About this program

While a polarizing ‘war of ideas’ accompanied the shift from the Keynesian welfare state to the neoliberal market society in most Western European countries, the impression in the Netherlands is that neoliberalism is an Anglo-American project, alien to the consensual, moderate and pragmatic political tradition of the Netherlands.

‘Government intervention’. Burgerrecht, May 1957.

The research project ‘Market Makers’ aims to contradict the conventional image of an Anglo-American neoliberalism with only late and limited impact in the Netherlands. It follows the lead of international historiography, which has traced a multifaceted range of national trajectories of neoliberalism in Western Europe, originating in the late 1940s. The project examines the specific character of the Dutch neoliberal movement from 1945 to 2002 as a ‘discourse coalition’, analytically subdivided in discourses, networks and policies. In doing so, it demonstrates how a neoliberal undercurrent in postwar Dutch society gradually mutated into a key influence on the policy paradigms of the 1980s and 1990s. This will enable us to explain the continuous postwar resistance against the welfare state, the remarkably radical transformation in the 1980s and 1990s of the Netherlands into one of the most liberalized European economies, and the paradoxical manifestation of Dutch neoliberalism in a depoliticized, consensual guise.

Internationally, the Dutch case provides a stepping stone towards a more systematic comparative conceptualization of different national trajectories of neoliberalism and accompanying pathways of institutional change. On a national level, the research provides depth to ongoing Dutch public debates on neoliberalism by demonstrating its long historical lineage, its nuanced complexity as well as its unexpectedly deep impact.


— WHAT YOU NEED TO DO —
In the entries that follow, which lines hold the string "density"? List them.

• • • • •

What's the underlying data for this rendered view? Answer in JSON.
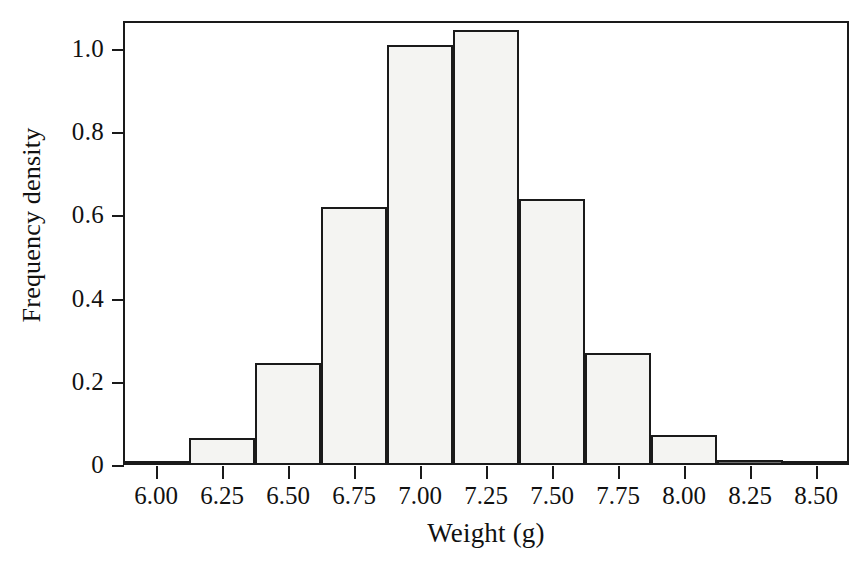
{
  "chart_data": {
    "type": "bar",
    "chart_subtype": "histogram",
    "title": "",
    "xlabel": "Weight (g)",
    "ylabel": "Frequency density",
    "xlim": [
      5.875,
      8.625
    ],
    "ylim": [
      0,
      1.0667
    ],
    "grid": false,
    "legend": null,
    "bin_width": 0.25,
    "bin_edges": [
      5.875,
      6.125,
      6.375,
      6.625,
      6.875,
      7.125,
      7.375,
      7.625,
      7.875,
      8.125,
      8.375,
      8.625
    ],
    "bin_centers": [
      6.0,
      6.25,
      6.5,
      6.75,
      7.0,
      7.25,
      7.5,
      7.75,
      8.0,
      8.25,
      8.5
    ],
    "values": [
      0.008,
      0.065,
      0.245,
      0.62,
      1.01,
      1.045,
      0.64,
      0.27,
      0.072,
      0.012,
      0.006
    ],
    "xticks": [
      6.0,
      6.25,
      6.5,
      6.75,
      7.0,
      7.25,
      7.5,
      7.75,
      8.0,
      8.25,
      8.5
    ],
    "xtick_labels": [
      "6.00",
      "6.25",
      "6.50",
      "6.75",
      "7.00",
      "7.25",
      "7.50",
      "7.75",
      "8.00",
      "8.25",
      "8.50"
    ],
    "yticks": [
      0,
      0.2,
      0.4,
      0.6,
      0.8,
      1.0
    ],
    "ytick_labels": [
      "0",
      "0.2",
      "0.4",
      "0.6",
      "0.8",
      "1.0"
    ],
    "bar_fill_color": "#f4f4f2",
    "bar_edge_color": "#1a1a1a",
    "axis_color": "#1a1a1a",
    "background_color": "#ffffff"
  },
  "axes": {
    "xlabel": "Weight (g)",
    "ylabel": "Frequency density"
  }
}
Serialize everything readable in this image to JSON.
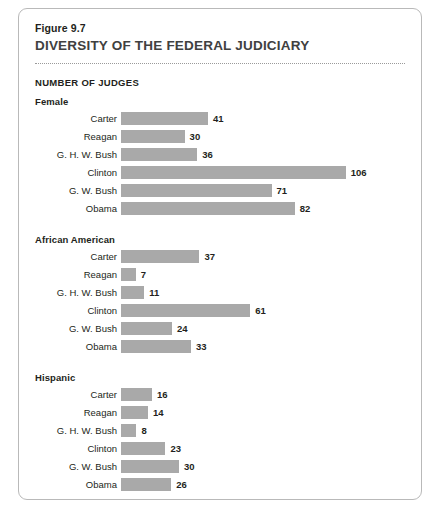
{
  "figure": {
    "number": "Figure 9.7",
    "title": "DIVERSITY OF THE FEDERAL JUDICIARY",
    "unit_label": "NUMBER OF JUDGES"
  },
  "colors": {
    "bar": "#a9a9a9",
    "title": "#404040",
    "text": "#231f20",
    "card_border": "#b9b9b9"
  },
  "chart_data": {
    "type": "bar",
    "title": "DIVERSITY OF THE FEDERAL JUDICIARY",
    "subtitle": "Figure 9.7",
    "xlabel": "NUMBER OF JUDGES",
    "ylabel": "",
    "orientation": "horizontal",
    "grid": false,
    "legend": "none",
    "categories": [
      "Carter",
      "Reagan",
      "G. H. W. Bush",
      "Clinton",
      "G. W. Bush",
      "Obama"
    ],
    "panels": [
      {
        "name": "Female",
        "scale_px_per_unit": 2.12,
        "values": [
          41,
          30,
          36,
          106,
          71,
          82
        ]
      },
      {
        "name": "African American",
        "scale_px_per_unit": 2.12,
        "values": [
          37,
          7,
          11,
          61,
          24,
          33
        ]
      },
      {
        "name": "Hispanic",
        "scale_px_per_unit": 1.93,
        "values": [
          16,
          14,
          8,
          23,
          30,
          26
        ]
      }
    ]
  }
}
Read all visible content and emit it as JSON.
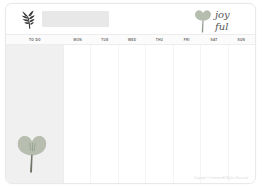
{
  "page": {
    "background_color": "#ffffff",
    "card_color": "#ffffff",
    "accent_color": "#a8b49c",
    "panel_color": "#f0f0f0"
  },
  "header": {
    "leaf_icon_name": "leaf-sprig-icon",
    "title_field_value": "",
    "title_field_placeholder": "",
    "brand": {
      "line1": "joy",
      "line2": "ful",
      "flower_icon_name": "tulip-flower-icon",
      "color": "#9aa893"
    }
  },
  "columns": {
    "todo_label": "TO DO",
    "days": [
      {
        "label": "mon"
      },
      {
        "label": "tue"
      },
      {
        "label": "wed"
      },
      {
        "label": "thu"
      },
      {
        "label": "fri"
      },
      {
        "label": "sat"
      },
      {
        "label": "sun"
      }
    ]
  },
  "sidebar": {
    "flower_icon_name": "flower-illustration",
    "entries": [
      "",
      "",
      "",
      "",
      "",
      "",
      "",
      "",
      "",
      "",
      "",
      ""
    ]
  },
  "footer": {
    "copyright": "Copyright © mmmmm All Rights Reserved"
  }
}
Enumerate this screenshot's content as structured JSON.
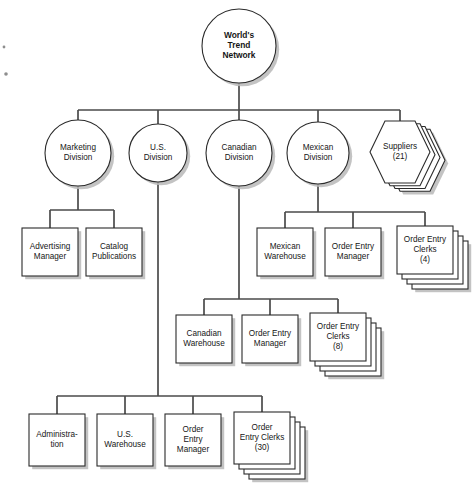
{
  "diagram": {
    "type": "org-chart",
    "colors": {
      "node_fill": "#ffffff",
      "node_stroke": "#2b2b2b",
      "connector": "#4a4a4a",
      "shadow": "#b9b9b9",
      "background": "#ffffff"
    },
    "root": {
      "id": "worlds-trend-network",
      "shape": "circle",
      "lines": [
        "World's",
        "Trend",
        "Network"
      ],
      "bold": true,
      "cx": 239,
      "cy": 46,
      "r": 37
    },
    "divisions": [
      {
        "id": "marketing-division",
        "shape": "circle",
        "lines": [
          "Marketing",
          "Division"
        ],
        "cx": 78,
        "cy": 153,
        "r": 33
      },
      {
        "id": "us-division",
        "shape": "circle",
        "lines": [
          "U.S.",
          "Division"
        ],
        "cx": 158,
        "cy": 153,
        "r": 29
      },
      {
        "id": "canadian-division",
        "shape": "circle",
        "lines": [
          "Canadian",
          "Division"
        ],
        "cx": 239,
        "cy": 153,
        "r": 33
      },
      {
        "id": "mexican-division",
        "shape": "circle",
        "lines": [
          "Mexican",
          "Division"
        ],
        "cx": 318,
        "cy": 153,
        "r": 31
      },
      {
        "id": "suppliers",
        "shape": "hexagon-stack",
        "lines": [
          "Suppliers",
          "(21)"
        ],
        "cx": 400,
        "cy": 152,
        "rx": 30,
        "ry": 31,
        "stack": 3
      }
    ],
    "marketing_children": [
      {
        "id": "advertising-manager",
        "shape": "box",
        "lines": [
          "Advertising",
          "Manager"
        ],
        "x": 22,
        "y": 228,
        "w": 56,
        "h": 48
      },
      {
        "id": "catalog-publications",
        "shape": "box",
        "lines": [
          "Catalog",
          "Publications"
        ],
        "x": 86,
        "y": 228,
        "w": 56,
        "h": 48
      }
    ],
    "mexican_children": [
      {
        "id": "mexican-warehouse",
        "shape": "box",
        "lines": [
          "Mexican",
          "Warehouse"
        ],
        "x": 257,
        "y": 228,
        "w": 56,
        "h": 48
      },
      {
        "id": "mexican-order-entry-manager",
        "shape": "box",
        "lines": [
          "Order Entry",
          "Manager"
        ],
        "x": 325,
        "y": 228,
        "w": 56,
        "h": 48
      },
      {
        "id": "mexican-order-entry-clerks",
        "shape": "box-stack",
        "lines": [
          "Order Entry",
          "Clerks",
          "(4)"
        ],
        "x": 397,
        "y": 226,
        "w": 56,
        "h": 48,
        "stack": 3
      }
    ],
    "canadian_children": [
      {
        "id": "canadian-warehouse",
        "shape": "box",
        "lines": [
          "Canadian",
          "Warehouse"
        ],
        "x": 176,
        "y": 315,
        "w": 56,
        "h": 48
      },
      {
        "id": "canadian-order-entry-manager",
        "shape": "box",
        "lines": [
          "Order Entry",
          "Manager"
        ],
        "x": 242,
        "y": 315,
        "w": 56,
        "h": 48
      },
      {
        "id": "canadian-order-entry-clerks",
        "shape": "box-stack",
        "lines": [
          "Order Entry",
          "Clerks",
          "(8)"
        ],
        "x": 310,
        "y": 313,
        "w": 56,
        "h": 48,
        "stack": 3
      }
    ],
    "us_children": [
      {
        "id": "administration",
        "shape": "box",
        "lines": [
          "Administra-",
          "tion"
        ],
        "x": 29,
        "y": 414,
        "w": 56,
        "h": 52
      },
      {
        "id": "us-warehouse",
        "shape": "box",
        "lines": [
          "U.S.",
          "Warehouse"
        ],
        "x": 97,
        "y": 414,
        "w": 56,
        "h": 52
      },
      {
        "id": "us-order-entry-manager",
        "shape": "box",
        "lines": [
          "Order",
          "Entry",
          "Manager"
        ],
        "x": 165,
        "y": 414,
        "w": 56,
        "h": 52
      },
      {
        "id": "us-order-entry-clerks",
        "shape": "box-stack",
        "lines": [
          "Order",
          "Entry Clerks",
          "(30)"
        ],
        "x": 234,
        "y": 412,
        "w": 56,
        "h": 52,
        "stack": 3
      }
    ],
    "connectors": {
      "root_stem": {
        "x": 239,
        "y1": 83,
        "y2": 110
      },
      "level1_bus": {
        "x1": 78,
        "x2": 400,
        "y": 110
      },
      "level1_drops": [
        {
          "x": 78,
          "y1": 110,
          "y2": 120
        },
        {
          "x": 158,
          "y1": 110,
          "y2": 124
        },
        {
          "x": 239,
          "y1": 110,
          "y2": 120
        },
        {
          "x": 318,
          "y1": 110,
          "y2": 122
        },
        {
          "x": 400,
          "y1": 110,
          "y2": 123
        }
      ],
      "marketing_stem": {
        "x": 78,
        "y1": 186,
        "y2": 210
      },
      "marketing_bus": {
        "x1": 50,
        "x2": 114,
        "y": 210
      },
      "marketing_drops": [
        {
          "x": 50,
          "y1": 210,
          "y2": 228
        },
        {
          "x": 114,
          "y1": 210,
          "y2": 228
        }
      ],
      "mexican_stem": {
        "x": 318,
        "y1": 184,
        "y2": 212
      },
      "mexican_bus": {
        "x1": 285,
        "x2": 425,
        "y": 212
      },
      "mexican_drops": [
        {
          "x": 285,
          "y1": 212,
          "y2": 228
        },
        {
          "x": 353,
          "y1": 212,
          "y2": 228
        },
        {
          "x": 425,
          "y1": 212,
          "y2": 226
        }
      ],
      "canadian_stem": {
        "x": 239,
        "y1": 186,
        "y2": 299
      },
      "canadian_bus": {
        "x1": 204,
        "x2": 338,
        "y": 299
      },
      "canadian_drops": [
        {
          "x": 204,
          "y1": 299,
          "y2": 315
        },
        {
          "x": 270,
          "y1": 299,
          "y2": 315
        },
        {
          "x": 338,
          "y1": 299,
          "y2": 313
        }
      ],
      "us_stem": {
        "x": 158,
        "y1": 182,
        "y2": 396
      },
      "us_bus": {
        "x1": 57,
        "x2": 262,
        "y": 396
      },
      "us_drops": [
        {
          "x": 57,
          "y1": 396,
          "y2": 414
        },
        {
          "x": 125,
          "y1": 396,
          "y2": 414
        },
        {
          "x": 193,
          "y1": 396,
          "y2": 414
        },
        {
          "x": 262,
          "y1": 396,
          "y2": 412
        }
      ]
    },
    "specks": [
      {
        "cx": 4,
        "cy": 47,
        "r": 1.4
      },
      {
        "cx": 6,
        "cy": 74,
        "r": 1.8
      }
    ]
  }
}
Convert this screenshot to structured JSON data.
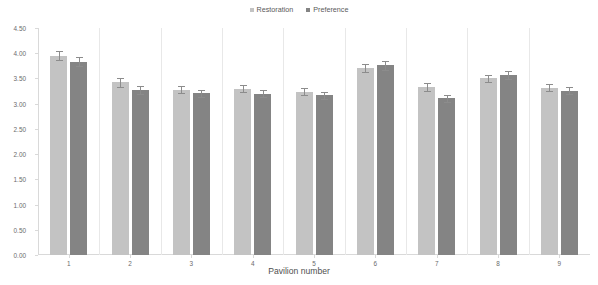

• • • • •

— SOLUTION TO THE PROBLEM —
    "ylabel": "Frequency density",
    "ylabel": "Frequency density"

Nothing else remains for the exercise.